Learning the Neighborhood: Contrast-Free Multimodal Self-Supervised Molecular Graph Pretraining
C-FREE unifies 2D topology and 3D conformers—no negatives, no positional encodings, no heavy preprocessing.
Molecular representation learning often relies on contrastive schemes, hand-crafted augmentations, or complex generative objectives—frequently ignoring the rich 3D geometry that governs chemistry. C-FREE (Contrast-Free Representation learning on Ego-nets) offers a simpler, stronger path: learn from fixed-radius ego-nets across ensembles of 3D conformers and predict each subgraph’s embedding from its complementary neighborhood in latent space.
This contrast-free objective integrates topological and geometric signals through a hybrid GNN–Transformer backbone, sidestepping negatives, positional encodings, and costly preprocessing. Training on the GEOM dataset leverages conformational diversity to align representations with chemically meaningful variability.

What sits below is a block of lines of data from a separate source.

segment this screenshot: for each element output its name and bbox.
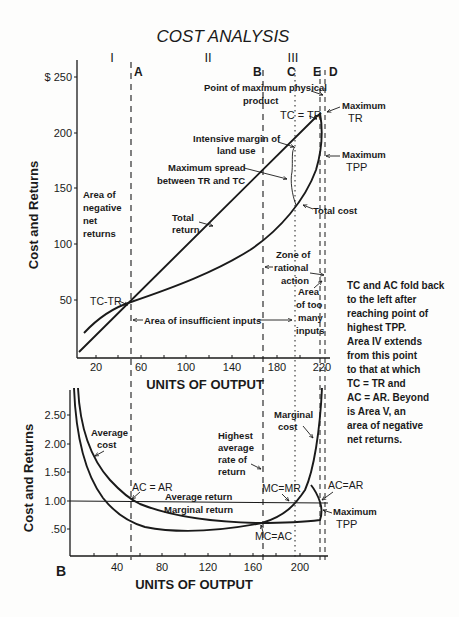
top-x-tick-220: 220 xyxy=(313,361,331,373)
highest-avg-label-2: average xyxy=(218,442,254,453)
area-negative-label-1: Area of xyxy=(83,189,117,200)
too-many-label: Area xyxy=(298,286,320,297)
stage-I-label: I xyxy=(110,50,114,65)
top-y-tick-200: 200 xyxy=(54,127,72,139)
top-annotations: Point of maximum physical product TC = T… xyxy=(83,82,386,336)
top-y-axis-label: Cost and Returns xyxy=(26,161,41,269)
mc-ac-label: MC=AC xyxy=(255,530,292,542)
bottom-y-tick-0.50: .50 xyxy=(51,523,66,535)
maximum-tpp-bottom-label-2: TPP xyxy=(336,518,357,530)
total-return-label-2: return xyxy=(172,224,200,235)
tc-eq-tr-label: TC = TR xyxy=(280,109,322,121)
insufficient-inputs-label: Area of insufficient inputs xyxy=(144,315,261,326)
maximum-tr-label: Maximum xyxy=(342,100,386,111)
marker-D: D xyxy=(329,65,338,79)
marginal-cost-label-2: cost xyxy=(278,421,298,432)
zone-rational-label-2: rational xyxy=(274,262,308,273)
bottom-y-axis-label: Cost and Returns xyxy=(21,424,36,532)
maximum-tr-label-2: TR xyxy=(348,112,363,124)
bottom-y-tick-2.50: 2.50 xyxy=(45,409,66,421)
chart-title: COST ANALYSIS xyxy=(157,27,291,46)
too-many-label-3: many xyxy=(298,312,324,323)
panel-label-B: B xyxy=(56,563,66,579)
maximum-tpp-label: Maximum xyxy=(342,149,386,160)
top-y-tick-50: 50 xyxy=(60,294,72,306)
stage-II-label: II xyxy=(204,50,211,65)
top-x-tick-20: 20 xyxy=(90,361,102,373)
top-x-axis-label: UNITS OF OUTPUT xyxy=(146,377,264,392)
top-x-tick-180: 180 xyxy=(268,361,286,373)
total-cost-label: Total cost xyxy=(313,205,358,216)
side-note: TC and AC fold back to the left after re… xyxy=(347,279,457,447)
intensive-margin-label: Intensive margin of xyxy=(193,133,281,144)
zone-rational-label-3: action xyxy=(281,275,309,286)
average-cost-label: Average xyxy=(91,427,128,438)
top-x-tick-100: 100 xyxy=(177,361,195,373)
zone-rational-label: Zone of xyxy=(276,249,311,260)
bottom-y-tick-1.50: 1.50 xyxy=(45,466,66,478)
ac-ar-right-label: AC=AR xyxy=(328,479,364,491)
max-spread-label-2: between TR and TC xyxy=(157,175,245,186)
area-negative-label-2: negative xyxy=(83,202,122,213)
intensive-margin-label-2: land use xyxy=(217,145,256,156)
point-max-physical-label-2: product xyxy=(243,95,279,106)
average-cost-label-2: cost xyxy=(97,439,117,450)
too-many-label-2: of too xyxy=(296,299,323,310)
tc-tr-left-label: TC-TR xyxy=(90,295,122,307)
top-y-tick-150: 150 xyxy=(54,182,72,194)
marginal-return-label: Marginal return xyxy=(164,504,233,515)
top-x-tick-60: 60 xyxy=(135,361,147,373)
bottom-x-tick-160: 160 xyxy=(244,561,262,573)
marker-A: A xyxy=(134,65,143,79)
marker-B: B xyxy=(253,65,262,79)
top-y-tick-250: $ 250 xyxy=(44,71,72,83)
top-y-tick-100: 100 xyxy=(54,238,72,250)
maximum-tpp-label-2: TPP xyxy=(346,161,367,173)
bottom-x-axis-label: UNITS OF OUTPUT xyxy=(135,577,253,592)
bottom-x-tick-120: 120 xyxy=(199,561,217,573)
marker-C: C xyxy=(287,65,296,79)
top-x-tick-140: 140 xyxy=(223,361,241,373)
stage-III-label: III xyxy=(288,50,299,65)
highest-avg-label-3: rate of xyxy=(218,454,248,465)
bottom-x-tick-80: 80 xyxy=(156,561,168,573)
too-many-label-4: inputs xyxy=(296,325,325,336)
bottom-x-tick-40: 40 xyxy=(111,561,123,573)
total-return-label: Total xyxy=(172,212,194,223)
maximum-tpp-bottom-label: Maximum xyxy=(333,506,377,517)
bottom-y-tick-2.00: 2.00 xyxy=(45,438,66,450)
bottom-y-tick-1.00: 1.00 xyxy=(45,495,66,507)
highest-avg-label: Highest xyxy=(218,430,254,441)
point-max-physical-label: Point of maximum physical xyxy=(204,82,327,93)
bottom-x-tick-200: 200 xyxy=(291,561,309,573)
marginal-cost-label: Marginal xyxy=(274,409,313,420)
area-negative-label-3: net xyxy=(83,215,98,226)
highest-avg-label-4: return xyxy=(218,466,246,477)
mc-mr-label: MC=MR xyxy=(262,482,301,494)
average-return-label: Average return xyxy=(165,491,232,502)
area-negative-label-4: returns xyxy=(83,228,116,239)
max-spread-label: Maximum spread xyxy=(168,162,246,173)
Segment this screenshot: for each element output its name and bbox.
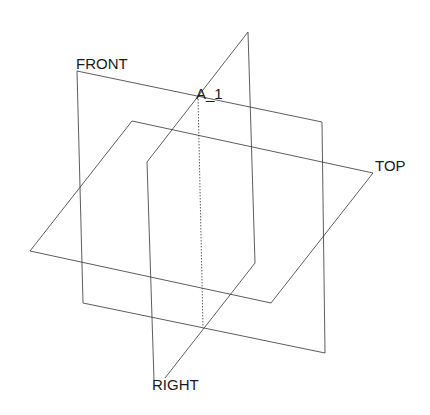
right-label: RIGHT xyxy=(152,377,199,392)
right-plane[interactable] xyxy=(147,32,255,378)
datum-diagram xyxy=(0,0,430,415)
axis-a1-label: A_1 xyxy=(196,86,223,101)
top-label: TOP xyxy=(375,158,406,173)
front-label: FRONT xyxy=(76,56,128,71)
top-plane[interactable] xyxy=(30,121,373,303)
right-plane-left-edge xyxy=(147,162,154,380)
axis-a1[interactable] xyxy=(198,96,203,327)
front-plane[interactable] xyxy=(77,71,325,353)
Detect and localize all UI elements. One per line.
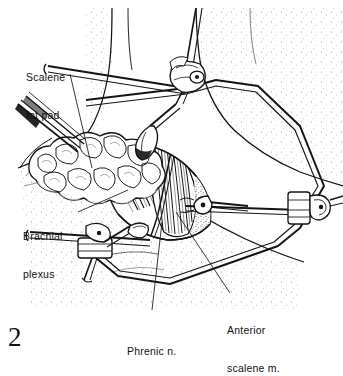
label-brachial-plexus-line2: plexus	[23, 268, 63, 281]
label-phrenic-nerve: Phrenic n.	[127, 320, 176, 376]
label-scalene-fat-pad: Scalene fat pad	[26, 46, 65, 146]
patient-anatomy	[18, 8, 343, 312]
label-anterior-scalene-muscle: Anterior scalene m.	[227, 299, 280, 376]
label-brachial-plexus-line1: Brachial	[23, 230, 63, 243]
clamp-right[interactable]	[288, 192, 343, 224]
label-phrenic-nerve-line1: Phrenic n.	[127, 345, 176, 358]
shoulder-chest	[190, 8, 343, 194]
label-scalene-fat-pad-line1: Scalene	[26, 71, 65, 84]
clamp-top[interactable]	[170, 57, 205, 104]
figure-number: 2	[8, 322, 22, 352]
label-anterior-scalene-line1: Anterior	[227, 324, 280, 337]
label-scalene-fat-pad-line2: fat pad	[26, 109, 65, 122]
label-anterior-scalene-line2: scalene m.	[227, 362, 280, 375]
label-brachial-plexus: Brachial plexus	[23, 205, 63, 305]
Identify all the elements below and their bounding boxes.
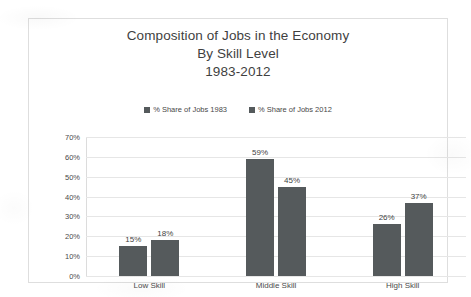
bar-wrap-high-skill-1983: 26% <box>373 137 401 276</box>
y-tick-label-40: 40% <box>65 192 80 201</box>
bar-wrap-low-skill-1983: 15% <box>119 137 147 276</box>
bar-value-label-high-skill-2012: 37% <box>411 192 427 201</box>
bar-middle-skill-1983[interactable]: 59% <box>246 159 274 276</box>
legend-item-2012[interactable]: % Share of Jobs 2012 <box>249 105 332 114</box>
bar-wrap-low-skill-2012: 18% <box>151 137 179 276</box>
bar-wrap-middle-skill-2012: 45% <box>278 137 306 276</box>
y-tick-label-0: 0% <box>69 272 80 281</box>
y-tick-label-30: 30% <box>65 212 80 221</box>
bar-middle-skill-2012[interactable]: 45% <box>278 187 306 276</box>
legend-label-2012: % Share of Jobs 2012 <box>258 105 332 114</box>
chart-container: Composition of Jobs in the Economy By Sk… <box>28 18 448 283</box>
y-tick-label-20: 20% <box>65 232 80 241</box>
y-tick-label-60: 60% <box>65 152 80 161</box>
chart-title-line-2: By Skill Level <box>29 45 447 63</box>
bar-group-high-skill: 26% 37% High Skill <box>339 137 466 276</box>
legend-item-1983[interactable]: % Share of Jobs 1983 <box>144 105 227 114</box>
chart-legend: % Share of Jobs 1983 % Share of Jobs 201… <box>29 105 447 114</box>
legend-label-1983: % Share of Jobs 1983 <box>153 105 227 114</box>
chart-title: Composition of Jobs in the Economy By Sk… <box>29 27 447 81</box>
bar-group-middle-skill: 59% 45% Middle Skill <box>213 137 340 276</box>
bar-wrap-middle-skill-1983: 59% <box>246 137 274 276</box>
bar-low-skill-2012[interactable]: 18% <box>151 240 179 276</box>
bar-low-skill-1983[interactable]: 15% <box>119 246 147 276</box>
chart-title-line-3: 1983-2012 <box>29 63 447 81</box>
bar-high-skill-2012[interactable]: 37% <box>405 203 433 276</box>
y-tick-label-50: 50% <box>65 172 80 181</box>
bar-value-label-middle-skill-1983: 59% <box>252 148 268 157</box>
gridline-0: 0% <box>86 276 466 277</box>
bar-groups: 15% 18% Low Skill 59% <box>86 137 466 276</box>
x-axis-label-high-skill: High Skill <box>386 281 419 290</box>
x-axis-label-middle-skill: Middle Skill <box>256 281 296 290</box>
plot-area: 70% 60% 50% 40% 30% 20% 10% 0% 15% <box>86 137 466 276</box>
legend-swatch-icon-2012 <box>249 107 255 113</box>
bar-value-label-high-skill-1983: 26% <box>379 213 395 222</box>
y-tick-label-70: 70% <box>65 133 80 142</box>
bar-high-skill-1983[interactable]: 26% <box>373 224 401 276</box>
bar-value-label-low-skill-2012: 18% <box>157 229 173 238</box>
bar-value-label-low-skill-1983: 15% <box>125 235 141 244</box>
bar-group-low-skill: 15% 18% Low Skill <box>86 137 213 276</box>
y-tick-label-10: 10% <box>65 252 80 261</box>
bar-wrap-high-skill-2012: 37% <box>405 137 433 276</box>
legend-swatch-icon-1983 <box>144 107 150 113</box>
chart-title-line-1: Composition of Jobs in the Economy <box>29 27 447 45</box>
bar-value-label-middle-skill-2012: 45% <box>284 176 300 185</box>
x-axis-label-low-skill: Low Skill <box>134 281 166 290</box>
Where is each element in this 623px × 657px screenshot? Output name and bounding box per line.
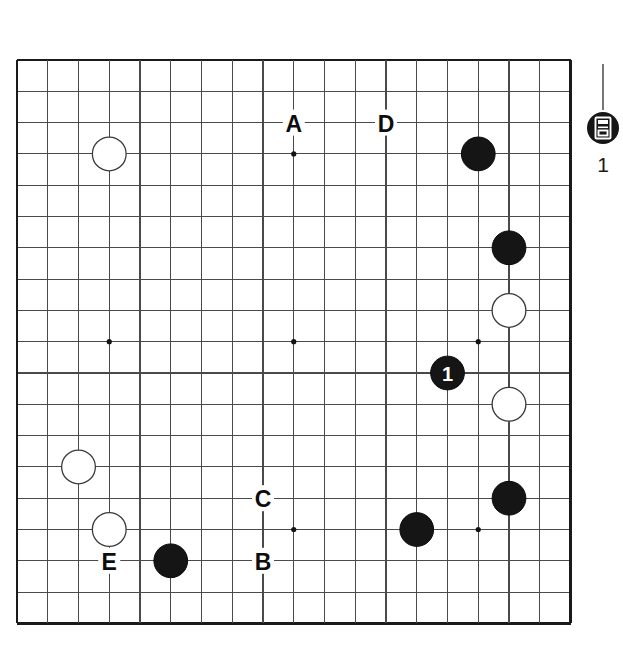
star-point (291, 151, 296, 156)
legend-caption: 1 (597, 153, 609, 176)
black-stone[interactable] (492, 231, 526, 265)
point-label: E (102, 549, 117, 575)
white-stone[interactable] (492, 294, 526, 328)
black-stone[interactable] (461, 137, 495, 171)
star-point (291, 527, 296, 532)
go-board-canvas[interactable]: ADCBE 1 (11, 54, 577, 629)
star-point (476, 339, 481, 344)
black-stone[interactable] (154, 544, 188, 578)
point-label: C (255, 486, 272, 512)
black-stone[interactable] (492, 481, 526, 515)
move-legend: 1 (583, 62, 623, 187)
white-stone[interactable] (92, 137, 126, 171)
go-board[interactable]: ADCBE 1 (11, 54, 577, 629)
white-stone[interactable] (62, 450, 96, 484)
black-stone[interactable] (400, 513, 434, 547)
white-stone[interactable] (492, 387, 526, 421)
point-label: D (378, 111, 395, 137)
white-stone[interactable] (92, 513, 126, 547)
point-label: B (255, 549, 272, 575)
star-point (476, 527, 481, 532)
legend-canvas: 1 (583, 62, 623, 187)
star-point (107, 339, 112, 344)
star-point (291, 339, 296, 344)
stone-move-number: 1 (442, 363, 453, 385)
point-label: A (285, 111, 302, 137)
go-diagram-page: ADCBE 1 1 (0, 0, 623, 657)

The payoff is state-of-the-art performance on MoleculeNet, outperforming contrastive, generative, and other multimodal self-supervised methods. Fine-tuning across varied dataset sizes and molecule types shows robust transfer, highlighting the importance of 3D-aware embeddings for downstream property prediction and molecular design.
Why it matters: better pretraining translates directly into improved hit-finding, ADMET prediction, and lead optimization—areas where labeled data is scarce and expensive. C-FREE’s simplicity also lowers engineering overhead, making high-quality molecular pretraining more accessible to both industry and academia.
Looking ahead, combining ego-net predictions with task-aware adapters, uncertainty estimation for conformer coverage, and protein–ligand co-representations could extend the framework to structure-based design.